Poverty and unemployment continues to be a ‘thorn in the flesh’ of Kenya’s development. At this rate, the cycle is likely to continue as the same child who fall victim to or barely survives such a tragedy, is the same one who goes to a overcrowded class room, hardly gets a book to read when he goes home, has to survive in a home fit to house (and indeed does house) pigs, the same child will drop out of school, get a job at a factory nearby probably the same one that will almost (or surely) cause his death on his way home and he will be too famished and tired to run away, and will be too broke not to want to carry some of the spilling fuel to sell for a meal or a jug of liquor that just might be his last drink ….and the cycle goes on and on and on…..

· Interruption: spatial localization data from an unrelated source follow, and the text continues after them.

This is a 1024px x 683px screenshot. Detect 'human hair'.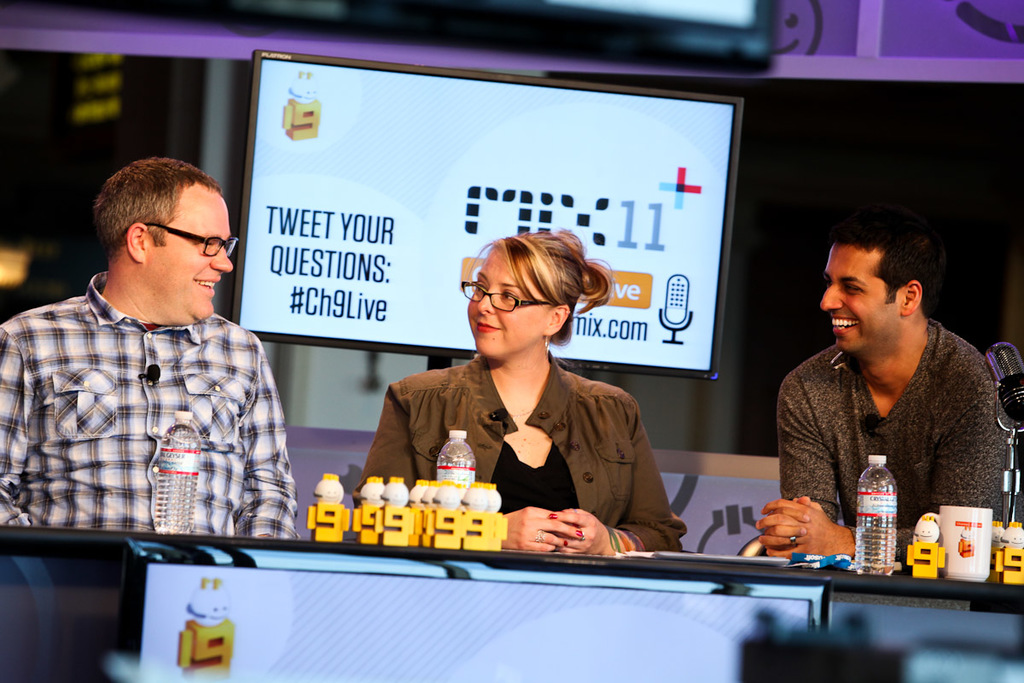
92, 153, 224, 260.
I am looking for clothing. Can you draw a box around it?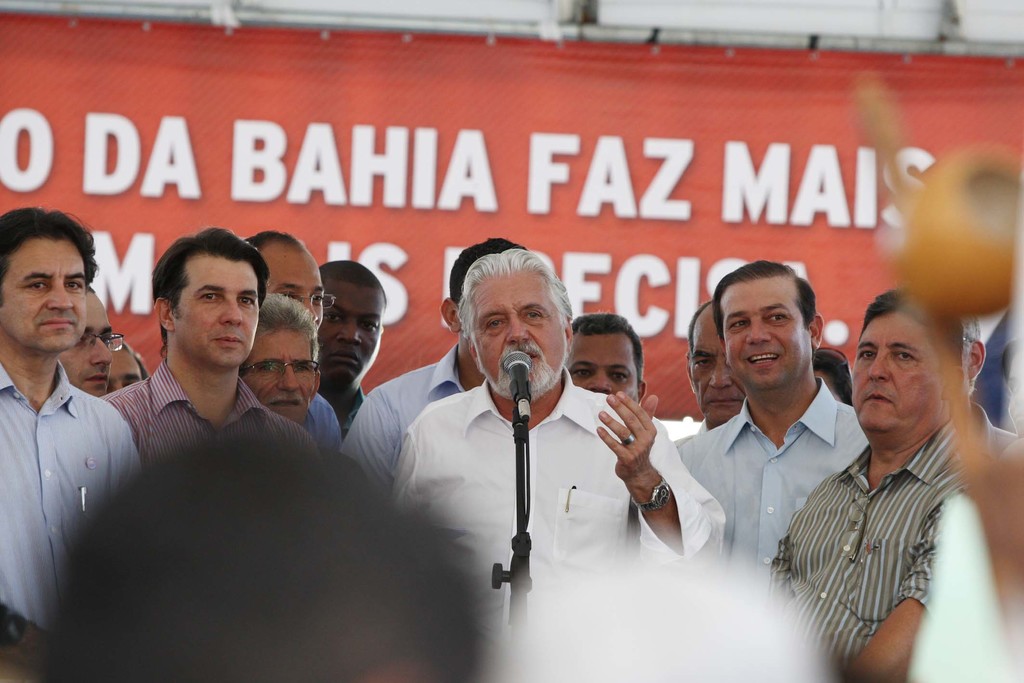
Sure, the bounding box is box=[97, 361, 337, 490].
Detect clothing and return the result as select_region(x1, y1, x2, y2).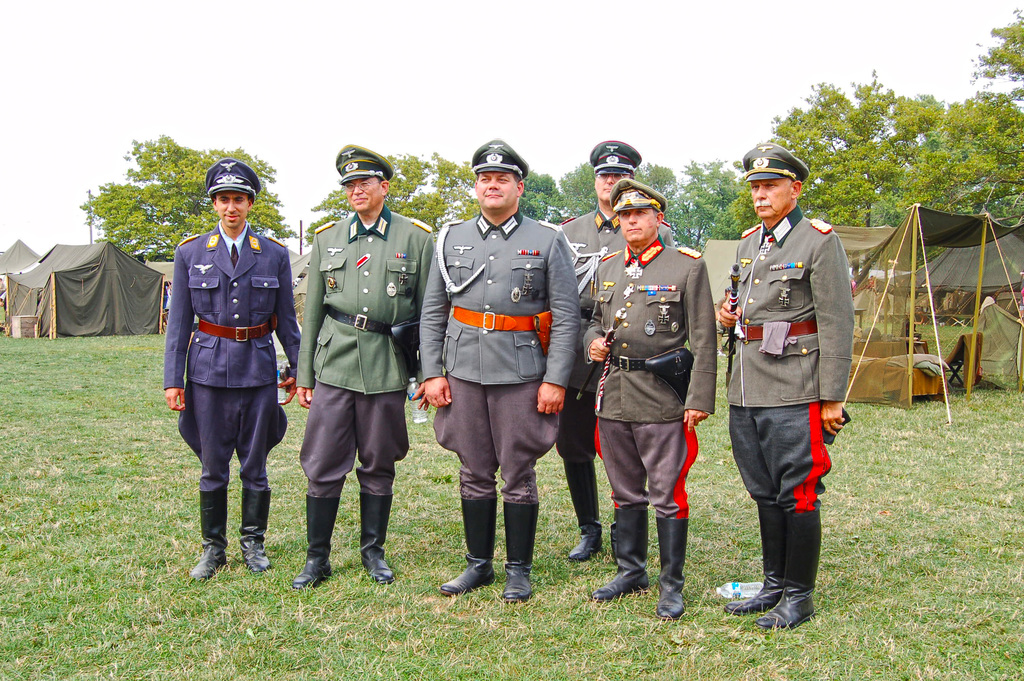
select_region(159, 197, 297, 527).
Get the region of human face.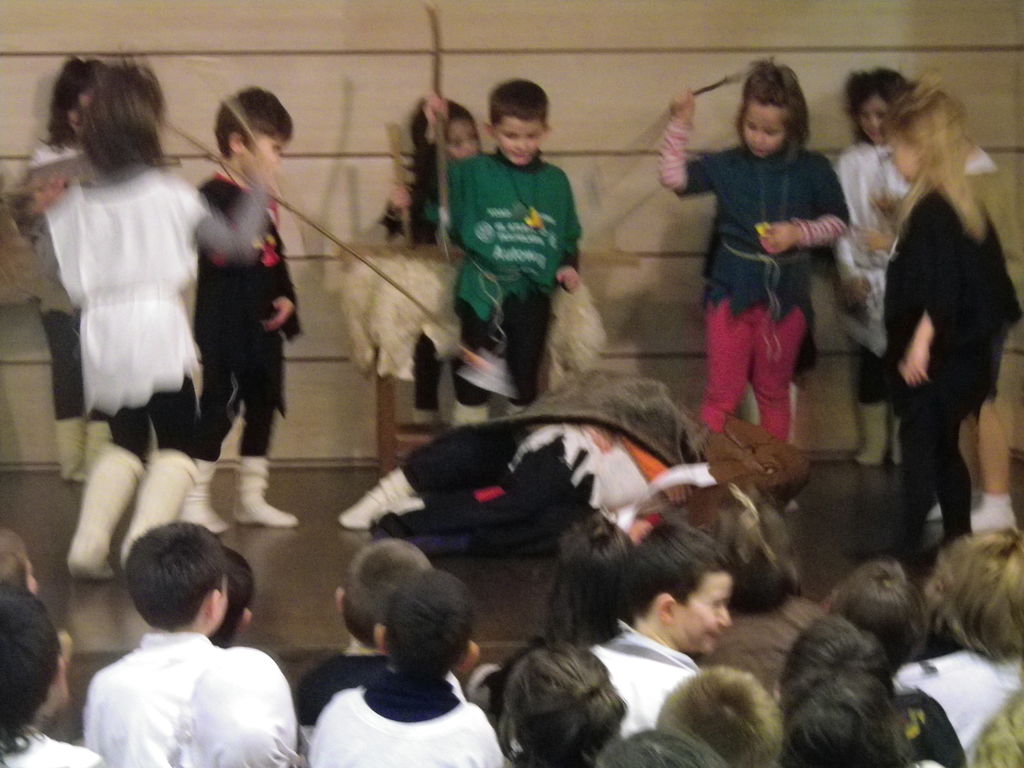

 Leadership centered on creating celebrities out of criminals and perpetrators of the worst possible crimes experienced in Kenya’s history is a sad reality. The same is true of other African countries which despite knowledge of the rot in our country lack the intestinal fortitude to point it out in the spirit of good neighborliness… the say in the land of the blind, the one-eyed man is king!
As we move into an election year, let us stop and think, is it worth living in country that continues to witness a serious deficiency in leadership? And if so is there anything I can do, this time round, to change that?  

An official human rights defender’s chide
I wish to take this opportunity to welcome back home a human rights defender/activist who fell victim to a rotten system that feels nothing for constitutionalism and the rule of law. I would wish to drag the Uganda Government into this for a serious whooping but the blame squarely lies on the Kenyan Government.
Just when he tried to elicit his disgust for Kenya’s exportation of torture and calling for the rule of law, Al Amin Kimathi fell victim to that which he has for a long time championed against. For almost one year now, he has been held under the worst conditions at a maximum security prison in Uganda facing charges of being involved in terrorist activities that led to the 2010 Uganda suicide attacks that left many dead and scores injured.
Several pleas were made to the government to intervene but the same fell on deaf ears as it became apparent that Kenya was in on it.
Kenya my boast of being a believer in the protection of fundamental freedoms, but there is little believing when it goes ahead and exports torture! Coalescing with a country that has little or no regard for human rights and the rule of law makes Kenya just as guilty (Soering v. United Kingdom [Application no. 14038/88, judgment of July, 1989])
The human right defender’s struggle must continue. I hope he will get a forum to put the government to task over this issue and further hope he will get reprieve for what he has had to endure. I salute you comrade!